The Time Machine (2002)

Alexander Hartdegen would seem to have it all.  He has a nice house, a job teaching at Columbia University and a girlfriend that’s crazy about him, even if he is absentminded.  He wants to ask Emma to marry him.  Shortly after popping the question, they’re mugged and Emma is killed.  This prompts Alexander to build a time machine to go back and save her.  He makes exactly one attempt to go into the past.  He’s successful in avoiding the mugger, but Emma is still killed.

He instead decides to go into the future to see if there are any answers.  The first few stops show the normal progress.  We build bigger and flashier buildings.  We go to the moon.  But that progress comes at a price.  An accident causes the moon to fracture.  Some people go underground while others stay on Earth’s surface.

Alexander goes forward to the year 802,701.  There, he finds the Eloi, who somehow speak English.  One Eloi, named Mara, cares for him.  As in the book and the 1960 film, the Eloi are ruled by the Morlocks.  Both are descendants of modern-day humans.  After seeing what becomes of the Eloi and Morlocks, Alexander takes it upon himself to destroy the Morlocks and free the Eloi.
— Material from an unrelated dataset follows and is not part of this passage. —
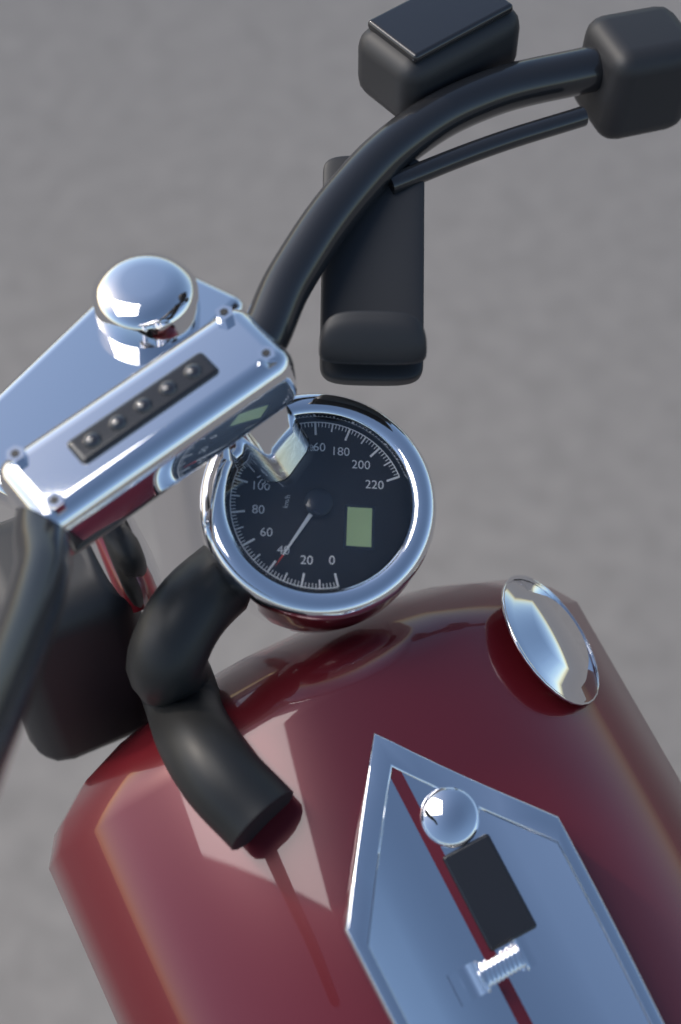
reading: 38 km/h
This is one of many cases where I’d say the first attempt was better.  In fact, this interpretation was unnecessary and has a few issues.  It doesn’t really improve upon the first movie, nor does it really update it or the book.  It’s more a vehicle for flashy special effects and makeup that doesn’t quite work.

The biggest plot hole is that not only do the Eloi look human, but they’ve managed to keep English alive all these years.  Consider that the human species is about 200,000 years old.  We’ve changed over the millennia.  It doesn’t make sense that we’d retain that form 800,000 years from now.

Modern English is much more recent.  We’re talking centuries.  How is it that the language was preserved for so long?  Why would anyone go through that effort?  Again, look how language has evolved over the centuries.  The Über-Morlock, I get.  It’s said that he was bread for his mental abilities.  It makes sense that he’d be able to pull some sort of mental trick or something.

Another example of sloppy writing is that Alexander sacrifices his time machine to save the Eloi.  He has no way of checking to see if it worked.  He could have gone back in time to get help.  He could have done just about anything else.  How does he know that it worked?  For that matter, how does he know that this is the only group of Morlocks?

In the book and the original movie, the time machine was built to see what becomes of humanity.  By making it a way of saving a loved one, it takes a lot of the academic aspects out of the movie.  The technical aspect is secondary.  It’s just another way to have neat visuals.  The movie almost comes off as some sort of action parody of the book.